2012年2月16日星期四

Central African rain forest may have been modified by Bantu farmers - The State Column

The Central African rain forest may have been modified by Bantu farmers, according to a study published in the journal Science Thursday. While scientists continue to contend that climate change in Central Africa contributed to the transition from rain forest to savanna approximately 3000 years ago, the results of the study suggest that the migration of Bantu farmers across Central Africa also had a significant impact on the eventual disappearance of the Central African rain forest.

The team of researchers began their research by looking at the process of? chemical weathering. The team examined marine sediment samples from the Congo River. The researchers found that weathering patterns in Central Africa matched precipitation levels. However, the team found that approximately 3,000 years ago, the patterns of chemical weathering no longer matched precipitation levels.

The team quickly realized that while climate change could not explain the mismatch between chemical weathering patterns and precipitation levels, the migration of Bantu farmers across Central Africa could. Historical records reveal that the Bantu people farmed in the region, cutting down large portions of the Central African forest in order to grow their crops. The researchers posit that human-land interaction changed the relationship between precipitation and chemical weathering patterns.

“When we first took a look at the results, we were puzzled,” said Germain Bayon, the study’s lead researcher and a geochemist at the French Research Institute for Exploitation of the Sea, according to The Los Angeles Times.

After a thorough examination of the results, Mr. Bayon came to a controversial conclusion.

“Climate did play an important role in the arrival of agriculture,” Mr. Bayon posited, according to ScienceNOW. “But what we show is that the impact of those people developing and introducing agriculture probably had a quite significant impact on soil erosion,” Mr. Bayon added.

Not everyone in the scientific community is supportive of the study’s conclusion, including Katharina Neumann, an archaeobotanist at Goethe University in Germany.

“I was a strong defender of this theory that everything was shaped by humans and humans destroy the environment and so on,” argued Ms. Neumann, who was not involved in the study. “But the archaeological and paleological data from other areas — not just the rain forest — show that the impact of humans was much lower than we thought,” Ms. Neumann added.

However, other members of the scientific community have cheered the study’s conclusion. “This article presents a very elegant study showing that early Bantu farmers did indeed have an impact on the environment,” said Terry Brncic, a paleoecologist at the University of Oxford in the United Kingdom and the coordinator of the Central Africa Forest Project for the World Resources Institute in the Democratic Republic of the Congo. “I’ve been waiting for years for this kind of evidence,” added Mr. Terry Brncic.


What you should do: When the line with "This screenshot has height=229, width=376." appears below, start repeating lines exactly, and keep going through the line with "This screenshot has height=457, width=1001."; add nothing outside that span.

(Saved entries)
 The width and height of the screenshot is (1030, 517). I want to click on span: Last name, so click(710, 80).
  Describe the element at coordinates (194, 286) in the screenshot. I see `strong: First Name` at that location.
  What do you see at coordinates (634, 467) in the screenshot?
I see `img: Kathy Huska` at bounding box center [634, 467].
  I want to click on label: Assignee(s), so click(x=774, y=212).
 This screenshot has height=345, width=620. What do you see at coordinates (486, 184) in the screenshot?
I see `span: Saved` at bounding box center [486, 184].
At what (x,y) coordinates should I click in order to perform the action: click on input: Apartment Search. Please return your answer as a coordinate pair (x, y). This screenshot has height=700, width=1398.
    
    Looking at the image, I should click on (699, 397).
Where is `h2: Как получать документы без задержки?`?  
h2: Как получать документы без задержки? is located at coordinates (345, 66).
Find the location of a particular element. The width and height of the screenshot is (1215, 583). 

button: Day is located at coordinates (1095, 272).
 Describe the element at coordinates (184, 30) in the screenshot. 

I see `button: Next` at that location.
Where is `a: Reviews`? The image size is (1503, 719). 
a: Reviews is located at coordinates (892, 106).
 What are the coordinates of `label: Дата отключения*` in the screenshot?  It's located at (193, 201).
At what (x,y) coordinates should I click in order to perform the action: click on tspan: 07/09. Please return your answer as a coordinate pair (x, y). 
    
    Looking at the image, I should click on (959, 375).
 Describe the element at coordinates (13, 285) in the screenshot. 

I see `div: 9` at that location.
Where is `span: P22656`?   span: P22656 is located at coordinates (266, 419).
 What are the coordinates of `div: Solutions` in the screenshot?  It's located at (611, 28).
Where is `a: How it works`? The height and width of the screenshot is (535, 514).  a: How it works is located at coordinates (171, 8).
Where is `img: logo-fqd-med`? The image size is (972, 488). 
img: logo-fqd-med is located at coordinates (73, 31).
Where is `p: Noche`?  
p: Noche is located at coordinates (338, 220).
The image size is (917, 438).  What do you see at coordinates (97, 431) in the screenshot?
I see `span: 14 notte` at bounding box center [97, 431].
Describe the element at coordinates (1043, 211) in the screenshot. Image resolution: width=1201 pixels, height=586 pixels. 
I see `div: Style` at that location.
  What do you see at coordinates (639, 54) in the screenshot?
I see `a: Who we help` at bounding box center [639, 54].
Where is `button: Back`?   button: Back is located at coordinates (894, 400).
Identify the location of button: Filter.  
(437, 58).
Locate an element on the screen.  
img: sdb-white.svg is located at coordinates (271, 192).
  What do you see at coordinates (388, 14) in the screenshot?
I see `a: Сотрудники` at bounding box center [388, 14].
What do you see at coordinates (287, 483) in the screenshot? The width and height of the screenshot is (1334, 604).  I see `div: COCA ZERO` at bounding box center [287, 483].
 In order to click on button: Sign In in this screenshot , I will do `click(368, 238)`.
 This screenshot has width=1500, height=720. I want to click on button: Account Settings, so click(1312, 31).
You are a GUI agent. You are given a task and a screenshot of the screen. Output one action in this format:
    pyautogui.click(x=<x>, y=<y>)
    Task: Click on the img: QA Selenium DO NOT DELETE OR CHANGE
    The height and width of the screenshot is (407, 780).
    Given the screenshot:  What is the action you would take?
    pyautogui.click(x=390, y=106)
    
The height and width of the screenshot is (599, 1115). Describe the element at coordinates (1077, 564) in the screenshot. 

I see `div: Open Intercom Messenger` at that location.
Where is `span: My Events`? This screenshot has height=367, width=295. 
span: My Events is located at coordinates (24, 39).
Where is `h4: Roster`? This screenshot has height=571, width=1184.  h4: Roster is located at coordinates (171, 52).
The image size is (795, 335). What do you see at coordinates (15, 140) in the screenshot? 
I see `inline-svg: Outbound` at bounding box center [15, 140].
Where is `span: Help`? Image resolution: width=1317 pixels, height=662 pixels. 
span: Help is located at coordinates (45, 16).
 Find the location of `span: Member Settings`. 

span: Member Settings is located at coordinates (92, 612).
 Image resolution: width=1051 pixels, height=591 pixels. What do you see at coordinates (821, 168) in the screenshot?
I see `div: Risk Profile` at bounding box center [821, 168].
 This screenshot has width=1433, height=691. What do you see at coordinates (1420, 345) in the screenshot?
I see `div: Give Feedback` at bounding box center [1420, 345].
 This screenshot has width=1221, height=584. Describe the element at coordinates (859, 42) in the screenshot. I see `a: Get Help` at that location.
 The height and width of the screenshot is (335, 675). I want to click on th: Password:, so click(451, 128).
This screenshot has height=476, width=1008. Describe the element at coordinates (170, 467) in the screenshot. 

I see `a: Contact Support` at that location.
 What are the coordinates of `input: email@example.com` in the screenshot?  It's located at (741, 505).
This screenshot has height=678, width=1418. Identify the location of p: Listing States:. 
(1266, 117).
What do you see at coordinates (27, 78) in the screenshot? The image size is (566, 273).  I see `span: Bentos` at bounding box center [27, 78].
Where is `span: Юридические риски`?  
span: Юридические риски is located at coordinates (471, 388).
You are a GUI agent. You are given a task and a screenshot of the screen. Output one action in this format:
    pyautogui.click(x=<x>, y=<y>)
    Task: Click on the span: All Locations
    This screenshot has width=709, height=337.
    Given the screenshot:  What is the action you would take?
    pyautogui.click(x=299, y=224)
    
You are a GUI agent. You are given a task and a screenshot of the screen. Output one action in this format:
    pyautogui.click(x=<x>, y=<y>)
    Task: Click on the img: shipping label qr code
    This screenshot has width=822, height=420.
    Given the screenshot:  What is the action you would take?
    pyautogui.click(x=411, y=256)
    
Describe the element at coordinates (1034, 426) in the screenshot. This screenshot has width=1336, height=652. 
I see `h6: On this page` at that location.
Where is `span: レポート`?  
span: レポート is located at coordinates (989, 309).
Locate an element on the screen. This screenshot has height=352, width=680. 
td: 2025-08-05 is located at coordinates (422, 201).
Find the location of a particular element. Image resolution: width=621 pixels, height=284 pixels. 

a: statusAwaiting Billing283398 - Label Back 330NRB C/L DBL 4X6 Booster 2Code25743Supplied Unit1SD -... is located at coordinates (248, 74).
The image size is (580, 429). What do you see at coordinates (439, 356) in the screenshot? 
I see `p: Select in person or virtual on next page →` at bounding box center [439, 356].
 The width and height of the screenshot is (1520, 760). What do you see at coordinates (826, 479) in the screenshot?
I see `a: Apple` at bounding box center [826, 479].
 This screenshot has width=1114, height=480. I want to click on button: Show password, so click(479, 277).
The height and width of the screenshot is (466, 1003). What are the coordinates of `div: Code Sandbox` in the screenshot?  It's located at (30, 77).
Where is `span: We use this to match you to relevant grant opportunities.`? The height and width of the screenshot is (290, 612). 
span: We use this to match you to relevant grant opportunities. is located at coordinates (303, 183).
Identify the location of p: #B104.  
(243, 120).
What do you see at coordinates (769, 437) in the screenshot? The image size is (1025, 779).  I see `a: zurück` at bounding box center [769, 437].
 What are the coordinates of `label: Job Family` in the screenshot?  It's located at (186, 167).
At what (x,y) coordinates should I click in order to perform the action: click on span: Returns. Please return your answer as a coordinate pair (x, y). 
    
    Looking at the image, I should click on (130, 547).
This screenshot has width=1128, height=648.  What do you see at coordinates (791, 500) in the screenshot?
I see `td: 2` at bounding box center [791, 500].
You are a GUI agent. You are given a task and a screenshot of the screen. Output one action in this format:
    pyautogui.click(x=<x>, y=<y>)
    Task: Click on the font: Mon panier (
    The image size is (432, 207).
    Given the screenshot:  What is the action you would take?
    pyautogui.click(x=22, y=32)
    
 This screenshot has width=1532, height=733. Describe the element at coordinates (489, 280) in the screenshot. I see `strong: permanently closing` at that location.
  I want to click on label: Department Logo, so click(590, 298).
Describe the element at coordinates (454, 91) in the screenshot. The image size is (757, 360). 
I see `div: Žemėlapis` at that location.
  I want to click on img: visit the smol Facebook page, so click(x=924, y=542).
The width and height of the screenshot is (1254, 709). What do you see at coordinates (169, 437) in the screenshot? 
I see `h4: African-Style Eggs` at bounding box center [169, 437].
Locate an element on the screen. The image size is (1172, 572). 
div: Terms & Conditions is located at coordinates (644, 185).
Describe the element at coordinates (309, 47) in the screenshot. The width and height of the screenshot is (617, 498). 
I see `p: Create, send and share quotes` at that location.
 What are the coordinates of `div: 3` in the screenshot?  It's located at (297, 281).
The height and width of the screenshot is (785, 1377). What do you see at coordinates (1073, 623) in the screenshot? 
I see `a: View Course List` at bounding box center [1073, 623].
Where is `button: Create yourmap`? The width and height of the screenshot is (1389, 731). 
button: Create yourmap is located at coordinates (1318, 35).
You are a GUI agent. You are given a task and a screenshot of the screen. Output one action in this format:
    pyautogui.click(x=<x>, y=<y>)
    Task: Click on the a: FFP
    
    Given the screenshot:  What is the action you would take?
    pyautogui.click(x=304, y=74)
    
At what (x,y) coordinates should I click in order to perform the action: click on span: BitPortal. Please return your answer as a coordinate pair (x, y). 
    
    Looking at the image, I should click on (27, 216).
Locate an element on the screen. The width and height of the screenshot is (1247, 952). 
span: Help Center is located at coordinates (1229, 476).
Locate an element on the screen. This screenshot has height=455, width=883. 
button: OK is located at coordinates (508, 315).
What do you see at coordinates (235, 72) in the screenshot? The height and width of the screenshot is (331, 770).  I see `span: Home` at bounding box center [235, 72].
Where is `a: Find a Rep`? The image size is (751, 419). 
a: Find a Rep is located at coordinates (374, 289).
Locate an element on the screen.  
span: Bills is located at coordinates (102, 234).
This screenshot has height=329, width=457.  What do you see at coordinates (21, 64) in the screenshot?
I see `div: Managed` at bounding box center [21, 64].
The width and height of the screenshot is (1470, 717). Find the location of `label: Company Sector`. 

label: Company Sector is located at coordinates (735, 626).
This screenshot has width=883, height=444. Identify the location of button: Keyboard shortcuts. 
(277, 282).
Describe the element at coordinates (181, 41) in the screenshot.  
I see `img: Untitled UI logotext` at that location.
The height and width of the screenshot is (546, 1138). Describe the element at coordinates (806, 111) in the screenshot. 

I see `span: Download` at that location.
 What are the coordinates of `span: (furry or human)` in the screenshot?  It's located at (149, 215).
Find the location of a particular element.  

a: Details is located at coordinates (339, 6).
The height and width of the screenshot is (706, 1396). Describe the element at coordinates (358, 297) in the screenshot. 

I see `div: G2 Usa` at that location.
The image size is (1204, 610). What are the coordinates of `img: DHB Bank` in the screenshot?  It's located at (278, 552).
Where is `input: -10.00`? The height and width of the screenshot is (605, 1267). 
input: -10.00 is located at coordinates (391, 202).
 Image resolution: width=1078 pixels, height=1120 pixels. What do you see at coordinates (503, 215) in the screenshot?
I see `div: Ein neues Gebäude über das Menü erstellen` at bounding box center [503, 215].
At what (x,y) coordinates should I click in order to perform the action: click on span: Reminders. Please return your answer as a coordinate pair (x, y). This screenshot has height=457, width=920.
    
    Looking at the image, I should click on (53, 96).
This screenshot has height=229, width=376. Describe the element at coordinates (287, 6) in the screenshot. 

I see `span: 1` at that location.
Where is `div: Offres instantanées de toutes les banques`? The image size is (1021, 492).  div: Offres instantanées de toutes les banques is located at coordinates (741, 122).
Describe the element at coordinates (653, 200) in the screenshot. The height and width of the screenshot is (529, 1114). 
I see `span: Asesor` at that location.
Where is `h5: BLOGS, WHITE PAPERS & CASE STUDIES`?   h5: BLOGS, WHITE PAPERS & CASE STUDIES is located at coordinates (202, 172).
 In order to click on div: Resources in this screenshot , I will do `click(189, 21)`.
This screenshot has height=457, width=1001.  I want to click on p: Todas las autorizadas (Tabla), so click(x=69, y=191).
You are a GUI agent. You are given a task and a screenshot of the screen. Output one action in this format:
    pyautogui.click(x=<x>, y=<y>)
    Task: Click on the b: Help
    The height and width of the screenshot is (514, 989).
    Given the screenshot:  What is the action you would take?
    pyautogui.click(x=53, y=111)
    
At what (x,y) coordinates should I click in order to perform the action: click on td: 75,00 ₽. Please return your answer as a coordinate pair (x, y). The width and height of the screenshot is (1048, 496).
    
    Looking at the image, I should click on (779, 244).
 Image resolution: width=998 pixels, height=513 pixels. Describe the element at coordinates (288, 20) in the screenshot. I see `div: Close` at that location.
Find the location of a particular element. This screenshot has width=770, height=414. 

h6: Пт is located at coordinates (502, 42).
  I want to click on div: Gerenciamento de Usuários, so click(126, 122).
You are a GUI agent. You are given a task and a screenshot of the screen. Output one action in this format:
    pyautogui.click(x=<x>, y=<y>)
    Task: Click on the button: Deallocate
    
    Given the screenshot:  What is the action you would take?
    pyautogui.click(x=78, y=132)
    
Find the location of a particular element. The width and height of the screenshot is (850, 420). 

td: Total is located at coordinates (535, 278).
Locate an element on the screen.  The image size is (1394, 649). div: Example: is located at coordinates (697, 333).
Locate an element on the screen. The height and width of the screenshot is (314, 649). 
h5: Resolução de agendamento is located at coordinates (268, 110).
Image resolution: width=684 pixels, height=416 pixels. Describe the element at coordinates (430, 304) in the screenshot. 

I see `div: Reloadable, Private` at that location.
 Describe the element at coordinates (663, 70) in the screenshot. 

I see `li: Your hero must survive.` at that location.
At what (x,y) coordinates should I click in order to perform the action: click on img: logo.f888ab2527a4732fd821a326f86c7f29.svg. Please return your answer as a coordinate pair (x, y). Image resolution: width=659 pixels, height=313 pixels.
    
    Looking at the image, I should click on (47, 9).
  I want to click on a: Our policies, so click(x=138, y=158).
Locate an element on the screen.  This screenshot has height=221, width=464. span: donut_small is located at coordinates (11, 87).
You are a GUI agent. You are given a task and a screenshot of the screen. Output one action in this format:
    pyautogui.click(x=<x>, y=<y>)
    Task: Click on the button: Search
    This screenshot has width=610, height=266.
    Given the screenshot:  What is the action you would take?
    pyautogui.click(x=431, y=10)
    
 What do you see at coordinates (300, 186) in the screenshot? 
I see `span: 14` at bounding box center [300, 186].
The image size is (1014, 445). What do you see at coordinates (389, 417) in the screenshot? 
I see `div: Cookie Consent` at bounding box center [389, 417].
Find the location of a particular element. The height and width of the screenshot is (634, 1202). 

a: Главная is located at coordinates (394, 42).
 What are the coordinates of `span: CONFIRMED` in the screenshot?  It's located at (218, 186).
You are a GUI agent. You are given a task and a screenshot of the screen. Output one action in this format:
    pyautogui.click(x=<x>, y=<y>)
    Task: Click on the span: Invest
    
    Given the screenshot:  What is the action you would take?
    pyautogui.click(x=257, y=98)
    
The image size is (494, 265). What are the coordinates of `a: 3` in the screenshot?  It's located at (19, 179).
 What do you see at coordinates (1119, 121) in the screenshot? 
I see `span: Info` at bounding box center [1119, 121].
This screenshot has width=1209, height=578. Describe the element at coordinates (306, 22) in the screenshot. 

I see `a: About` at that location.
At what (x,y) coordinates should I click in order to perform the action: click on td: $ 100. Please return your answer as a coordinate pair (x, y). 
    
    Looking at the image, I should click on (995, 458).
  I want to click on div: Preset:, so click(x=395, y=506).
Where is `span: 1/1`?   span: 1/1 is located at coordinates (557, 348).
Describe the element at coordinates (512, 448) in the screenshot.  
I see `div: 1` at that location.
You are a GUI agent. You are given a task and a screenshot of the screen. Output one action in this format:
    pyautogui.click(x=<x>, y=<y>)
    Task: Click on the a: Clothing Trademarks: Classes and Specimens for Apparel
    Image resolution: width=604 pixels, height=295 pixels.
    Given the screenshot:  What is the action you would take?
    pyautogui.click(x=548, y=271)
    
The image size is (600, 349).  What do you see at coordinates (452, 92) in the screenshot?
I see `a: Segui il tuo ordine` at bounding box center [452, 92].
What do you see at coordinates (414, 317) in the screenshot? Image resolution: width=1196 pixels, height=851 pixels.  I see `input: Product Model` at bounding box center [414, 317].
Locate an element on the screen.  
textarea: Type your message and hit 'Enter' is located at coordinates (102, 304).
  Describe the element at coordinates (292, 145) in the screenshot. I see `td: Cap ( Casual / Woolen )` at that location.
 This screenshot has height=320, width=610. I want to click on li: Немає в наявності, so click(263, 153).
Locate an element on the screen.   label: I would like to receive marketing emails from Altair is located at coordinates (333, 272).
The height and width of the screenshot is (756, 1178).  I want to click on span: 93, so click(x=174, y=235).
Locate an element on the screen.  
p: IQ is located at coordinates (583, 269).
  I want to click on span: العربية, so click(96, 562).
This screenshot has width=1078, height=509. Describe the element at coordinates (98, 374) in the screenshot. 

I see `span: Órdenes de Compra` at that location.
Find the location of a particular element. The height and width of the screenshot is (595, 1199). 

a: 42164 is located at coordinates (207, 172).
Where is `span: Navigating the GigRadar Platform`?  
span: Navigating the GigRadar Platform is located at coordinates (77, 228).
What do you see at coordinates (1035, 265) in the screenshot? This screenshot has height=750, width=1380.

Problem solution:
This screenshot has height=229, width=376. Describe the element at coordinates (287, 6) in the screenshot. 

I see `span: 1` at that location.
Where is `div: Offres instantanées de toutes les banques`? The image size is (1021, 492).  div: Offres instantanées de toutes les banques is located at coordinates (741, 122).
Describe the element at coordinates (653, 200) in the screenshot. The height and width of the screenshot is (529, 1114). 
I see `span: Asesor` at that location.
Where is `h5: BLOGS, WHITE PAPERS & CASE STUDIES`?   h5: BLOGS, WHITE PAPERS & CASE STUDIES is located at coordinates (202, 172).
 In order to click on div: Resources in this screenshot , I will do `click(189, 21)`.
This screenshot has height=457, width=1001.  I want to click on p: Todas las autorizadas (Tabla), so click(x=69, y=191).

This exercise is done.